I first heard this term in regard to a now disallowed practice with regard to patenting, with a far different usage than that detailed above.

The way patent law used to work, you could come up with a patentable idea, have it all sealed and notarized, and then not patent it. Years later, once your "ideas" are in use, you then were able to get a patent and sue the companies using them.

This practice was banned, but not before someone, one Jerome Lemelson, managed to get overly-broad patents on just about all modern technology, which he then used to shakedown big companies like Ford, Intel, Johnson & Johnson, etc. After his death, he passed the patents to a "charitable organization" which used them in the same way but claimed some unspecified amount would go to give scholarships to those pursuing innovative patent law as a career. However, because the United States Constitution prohibits ex post facto law, they are still able to sue with these patents.

Unfortunately, I no longer have the patent in hand, but I recall part of the one that was being used to beat a company over the head went like this (I know this isn't the exact specificaiton):

  1. It is possible to encode numerical data as electric signals and then manipulated.
  2. It is possible to take light, translate it to electric signals and then analyze said image.
Unfortunately, the courts repeatedly allow these patents to stand up, despite their overly-broad specifications. Patents on One-Click shopping and LZW pale in comparison to these patents.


__Task directions__
Please check every line of the listing for "double" and copy each line where it is found.

--- START ---

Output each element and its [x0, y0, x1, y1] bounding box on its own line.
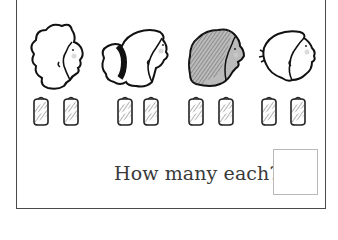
can — [118, 98, 132, 126]
can — [64, 98, 78, 126]
can-group-1 — [34, 98, 78, 126]
can — [34, 98, 48, 126]
can — [219, 98, 233, 126]
child-head-2 — [102, 30, 167, 87]
can-group-4 — [262, 98, 305, 126]
child-head-1 — [31, 25, 82, 89]
can-group-3 — [189, 98, 233, 126]
child-head-4 — [259, 31, 315, 80]
can — [291, 98, 305, 126]
answer-box[interactable] — [273, 149, 318, 195]
can — [262, 98, 276, 126]
question-text: How many each? — [114, 162, 280, 184]
can — [189, 98, 203, 126]
child-head-3 — [189, 29, 244, 86]
can-group-2 — [118, 98, 158, 126]
can — [144, 98, 158, 126]
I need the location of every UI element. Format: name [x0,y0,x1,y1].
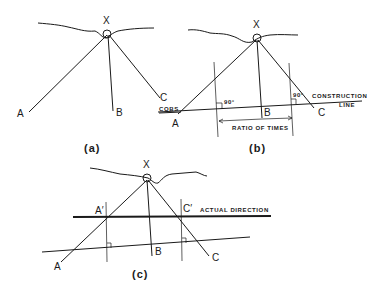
label-a-prime: A′ [95,205,104,216]
label-construction: CONSTRUCTION [312,93,367,99]
label-cobs: COBS [159,106,179,112]
panel-c: X A B C A′ C′ ACTUAL DIRECTION (c) [42,159,271,280]
ray-xc-c [148,180,209,256]
panel-a: X A B C (a) [17,15,167,154]
label-a-a: A [17,108,24,119]
ridge-line-b [188,30,298,43]
diagram-canvas: X A B C (a) X A B C COBS 90° 90° CONSTRU… [0,0,367,292]
label-c-c: C [212,252,219,263]
perpendicular-left-c [106,202,107,262]
label-b-c: B [155,246,162,257]
label-angle-left: 90° [224,99,235,105]
label-b-a: B [116,107,123,118]
construction-line-c [42,237,250,252]
apex-circle-a [103,30,111,38]
label-a-c: A [54,261,61,272]
label-c-b: C [318,107,325,118]
perpendicular-right [289,63,293,136]
label-angle-right: 90° [293,92,304,98]
ray-xc-b [258,40,314,108]
ray-xa-a [29,35,107,112]
label-ratio-of-times: RATIO OF TIMES [232,125,289,131]
label-x-c: X [143,159,150,170]
label-c-a: C [160,92,167,103]
label-line: LINE [339,102,355,108]
ray-xb-a [108,35,113,111]
ratio-dim-right [262,118,292,119]
label-x-a: X [103,15,110,26]
construction-line [158,101,362,112]
caption-c: (c) [132,268,148,280]
ray-xc-a [109,35,160,98]
perpendicular-left [214,62,218,137]
ratio-dim-left [219,119,262,121]
caption-b: (b) [249,142,266,154]
caption-a: (a) [84,142,100,154]
panel-b: X A B C COBS 90° 90° CONSTRUCTION LINE R… [158,19,367,154]
label-b-b: B [264,107,271,118]
ridge-line-a [38,23,154,38]
label-a-b: A [172,118,179,129]
perpendicular-right-c [181,199,182,261]
label-c-prime: C′ [183,203,192,214]
label-actual-direction: ACTUAL DIRECTION [200,207,269,213]
label-x-b: X [253,19,260,30]
actual-direction-line [73,216,271,217]
right-angle-right [291,99,296,104]
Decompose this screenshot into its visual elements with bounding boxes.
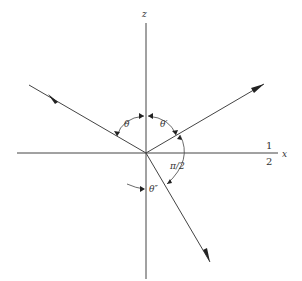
reflected-arrow-icon: [251, 84, 264, 93]
transmitted-arrow-icon: [203, 248, 210, 262]
incident-arrow-icon: [48, 94, 58, 104]
z-axis-label: z: [141, 9, 147, 19]
fraction-denominator: 2: [266, 156, 272, 167]
theta-prime-label: θ′: [160, 119, 167, 129]
theta-double-prime-label: θ″: [149, 184, 158, 194]
theta-arc: [117, 116, 144, 136]
right-angle-label: π/2: [169, 161, 185, 171]
fraction-numerator: 1: [266, 140, 272, 151]
theta-label: θ: [124, 119, 130, 129]
diagram-canvas: z x 1 2 θ θ′ π/2 θ″: [0, 0, 302, 281]
theta-double-prime-tick: [140, 186, 145, 192]
x-axis-label: x: [282, 149, 287, 159]
theta-prime-tick-left: [148, 113, 153, 119]
right-angle-arc: [167, 135, 184, 184]
theta-arc-tick-right: [139, 113, 144, 119]
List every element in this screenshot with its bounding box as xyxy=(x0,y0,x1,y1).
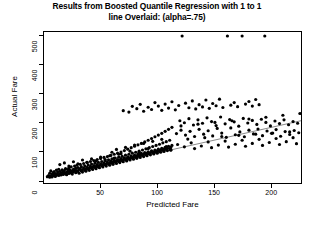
x-axis-tick-label: 50 xyxy=(87,189,113,196)
y-axis-tick-label: 100 xyxy=(31,150,38,176)
chart-title-line-2: line Overlaid: (alpha=.75) xyxy=(0,12,314,23)
x-axis-tick xyxy=(100,184,101,188)
x-axis-tick xyxy=(271,184,272,188)
chart-title: Results from Boosted Quantile Regression… xyxy=(0,1,314,22)
y-axis-tick xyxy=(39,93,43,94)
y-axis-title: Actual Fare xyxy=(10,64,19,130)
x-axis-tick-label: 200 xyxy=(258,189,284,196)
scatter-plot-figure: Results from Boosted Quantile Regression… xyxy=(0,0,314,229)
x-axis-tick-label: 150 xyxy=(201,189,227,196)
y-axis-tick xyxy=(39,122,43,123)
scatter-points-layer xyxy=(44,32,301,183)
chart-title-line-1: Results from Boosted Quantile Regression… xyxy=(53,1,262,11)
y-axis-tick xyxy=(39,151,43,152)
y-axis-tick xyxy=(39,35,43,36)
x-axis-title: Predicted Fare xyxy=(43,200,302,209)
y-axis-tick-label: 500 xyxy=(31,34,38,60)
y-axis-tick xyxy=(39,181,43,182)
plot-area xyxy=(43,31,302,184)
y-axis-tick xyxy=(39,64,43,65)
y-axis-tick-label: 400 xyxy=(31,63,38,89)
x-axis-tick xyxy=(214,184,215,188)
x-axis-tick-label: 100 xyxy=(144,189,170,196)
y-axis-tick-label: 200 xyxy=(31,121,38,147)
y-axis-tick-label: 300 xyxy=(31,92,38,118)
x-axis-tick xyxy=(157,184,158,188)
y-axis-tick-label: 0 xyxy=(31,179,38,205)
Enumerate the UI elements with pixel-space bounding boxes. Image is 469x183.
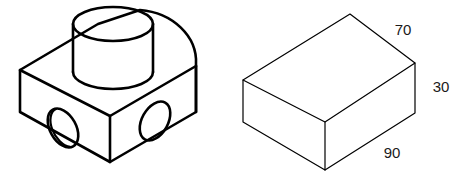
box-top-face	[243, 14, 415, 122]
top-face-outline	[20, 10, 196, 116]
boss-top-ellipse	[73, 7, 153, 41]
front-right-side-face	[110, 66, 196, 162]
dimension-height-label: 30	[433, 78, 450, 95]
front-face-hole	[133, 96, 176, 145]
dimension-depth-label: 70	[395, 21, 412, 38]
box-right-face	[325, 63, 415, 170]
technical-drawing-svg: 70 30 90	[0, 0, 469, 183]
left-part-figure	[20, 7, 196, 162]
boss-bottom-arc	[73, 72, 153, 89]
drawing-canvas: 70 30 90	[0, 0, 469, 183]
box-left-face	[243, 80, 325, 170]
dimension-width-label: 90	[384, 144, 401, 161]
dimension-labels: 70 30 90	[384, 21, 450, 161]
left-side-face	[20, 70, 110, 162]
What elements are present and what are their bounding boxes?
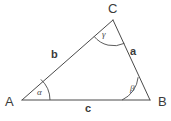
vertex-label-c: C	[108, 2, 117, 15]
triangle-figure: A B C a b c α β γ	[0, 0, 171, 121]
angle-label-gamma: γ	[102, 30, 106, 39]
angle-arc-gamma	[94, 36, 124, 45]
vertex-label-a: A	[5, 95, 14, 108]
side-label-c: c	[85, 103, 91, 114]
angle-label-alpha: α	[37, 88, 42, 97]
angle-label-beta: β	[130, 84, 134, 93]
side-b-line	[22, 20, 113, 100]
side-label-b: b	[51, 49, 58, 60]
side-label-a: a	[130, 46, 136, 57]
vertex-label-b: B	[158, 95, 167, 108]
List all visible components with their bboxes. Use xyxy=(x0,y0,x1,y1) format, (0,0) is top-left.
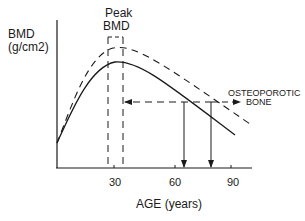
x-tick-label-90: 90 xyxy=(227,176,239,188)
x-axis-label: AGE (years) xyxy=(136,198,202,211)
x-tick-label-30: 30 xyxy=(109,176,121,188)
bmd-chart xyxy=(0,0,305,221)
peak-bmd-label-line2: BMD xyxy=(103,20,130,33)
osteoporotic-label-line2: BONE xyxy=(246,97,272,107)
dashed-bmd-curve xyxy=(57,47,250,143)
y-axis-label-line2: (g/cm2) xyxy=(8,41,49,54)
x-tick-label-60: 60 xyxy=(169,176,181,188)
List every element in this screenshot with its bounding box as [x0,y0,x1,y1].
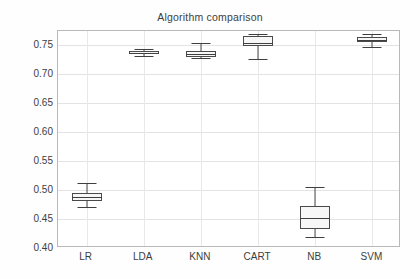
whisker-cap-lower [134,56,153,57]
whisker-cap-upper [249,34,268,35]
boxplot-lr [58,31,115,246]
whisker-cap-upper [191,43,210,44]
y-axis: 0.400.450.500.550.600.650.700.75 [3,30,53,247]
plot-area [57,30,400,247]
boxplot-knn [172,31,229,246]
median-line [243,43,273,44]
median-line [357,40,387,41]
x-axis: LRLDAKNNCARTNBSVM [57,251,400,271]
x-axis-tick-label: LR [79,251,92,262]
y-axis-tick-label: 0.40 [7,242,53,253]
median-line [72,197,102,198]
whisker-cap-lower [77,207,96,208]
whisker-lower [258,46,259,59]
boxplot-nb [287,31,344,246]
box-iqr [243,36,273,45]
y-axis-tick-label: 0.45 [7,213,53,224]
x-axis-tick-label: LDA [133,251,152,262]
x-axis-tick-label: CART [244,251,271,262]
x-axis-tick-label: NB [307,251,321,262]
median-line [300,218,330,219]
whisker-upper [200,43,201,52]
y-axis-tick-label: 0.55 [7,155,53,166]
y-axis-tick-label: 0.50 [7,184,53,195]
whisker-cap-lower [191,58,210,59]
chart-title: Algorithm comparison [0,11,420,23]
whisker-cap-upper [363,34,382,35]
median-line [129,53,159,54]
y-axis-tick-label: 0.75 [7,39,53,50]
whisker-cap-lower [306,237,325,238]
y-axis-tick-label: 0.70 [7,68,53,79]
y-axis-tick-label: 0.60 [7,126,53,137]
whisker-cap-upper [306,187,325,188]
whisker-cap-lower [249,59,268,60]
boxplot-svm [344,31,401,246]
boxplot-lda [115,31,172,246]
whisker-cap-upper [77,183,96,184]
whisker-cap-lower [363,47,382,48]
whisker-lower [315,229,316,237]
chart-figure: Algorithm comparison 0.400.450.500.550.6… [0,0,420,279]
median-line [186,54,216,55]
x-axis-tick-label: KNN [189,251,210,262]
boxplot-cart [230,31,287,246]
whisker-upper [315,187,316,206]
whisker-upper [86,183,87,193]
x-axis-tick-label: SVM [361,251,383,262]
y-axis-tick-label: 0.65 [7,97,53,108]
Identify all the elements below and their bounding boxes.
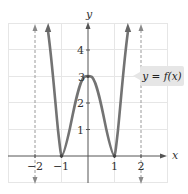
- arrow-right-icon: [160, 154, 167, 159]
- callout-label: y = f(x): [141, 70, 181, 82]
- x-axis-label: x: [172, 149, 179, 162]
- x-tick-label: 2: [138, 160, 145, 173]
- arrow-up-icon: [33, 24, 38, 31]
- y-tick-label: 3: [78, 71, 85, 84]
- arrow-up-icon: [139, 24, 144, 31]
- x-tick-label: −2: [27, 160, 43, 173]
- min-point: [113, 154, 117, 158]
- arrow-up-icon: [125, 23, 131, 32]
- y-tick-label: 1: [77, 124, 84, 137]
- function-callout: y = f(x): [133, 66, 184, 86]
- max-point: [86, 75, 89, 78]
- x-tick-label: 1: [111, 160, 118, 173]
- arrow-up-icon: [45, 23, 51, 32]
- function-graph: −2 −1 1 2 1 2 3 4 x y y = f(x): [0, 0, 188, 194]
- y-tick-label: 2: [77, 97, 84, 110]
- min-point: [60, 154, 64, 158]
- x-tick-label: −1: [53, 160, 69, 173]
- y-tick-label: 4: [77, 44, 84, 57]
- y-axis-label: y: [85, 8, 93, 21]
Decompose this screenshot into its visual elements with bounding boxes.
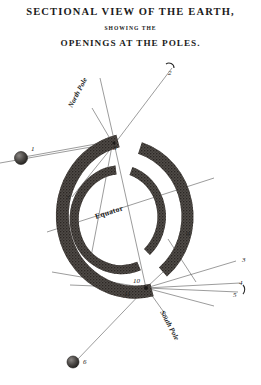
ray-line-to-6	[77, 288, 146, 360]
callout-label-9: 9	[186, 230, 190, 238]
ray-lines	[0, 68, 240, 360]
earth-section-diagram: North Pole South Pole Equator 1 2 3 4 5 …	[0, 0, 261, 385]
sphere-icon-6	[67, 356, 79, 368]
callout-label-10: 10	[133, 277, 141, 285]
south-convergence-point	[144, 286, 148, 290]
label-north-pole: North Pole	[66, 76, 89, 110]
ray-line-5	[90, 146, 112, 262]
callout-label-2: 2	[168, 69, 172, 77]
callout-label-4: 4	[239, 279, 243, 287]
sphere-group	[15, 141, 149, 368]
callout-label-7: 7	[66, 194, 70, 202]
callout-label-11: 11	[124, 290, 130, 298]
arc-glyph-2-icon	[166, 63, 174, 68]
ray-line-2	[113, 68, 172, 146]
callout-label-8: 8	[113, 144, 117, 152]
engraving-plate: SECTIONAL VIEW OF THE EARTH, SHOWING THE…	[0, 0, 261, 385]
callout-label-1: 1	[31, 145, 35, 153]
callout-label-5: 5	[233, 291, 237, 299]
callout-label-3: 3	[241, 256, 246, 264]
sphere-icon-1	[15, 152, 28, 165]
leader-line-north-pole	[92, 108, 112, 142]
callout-label-6: 6	[83, 358, 87, 366]
label-south-pole: South Pole	[158, 309, 181, 342]
inner-shell-ring	[74, 170, 161, 270]
arc-glyph-5-icon	[243, 285, 245, 294]
label-equator: Equator	[94, 203, 125, 221]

--- END ---

__Response for this exercise__
theta-double-prime-label: θ″: [149, 184, 158, 194]
theta-double-prime-tick: [140, 186, 145, 192]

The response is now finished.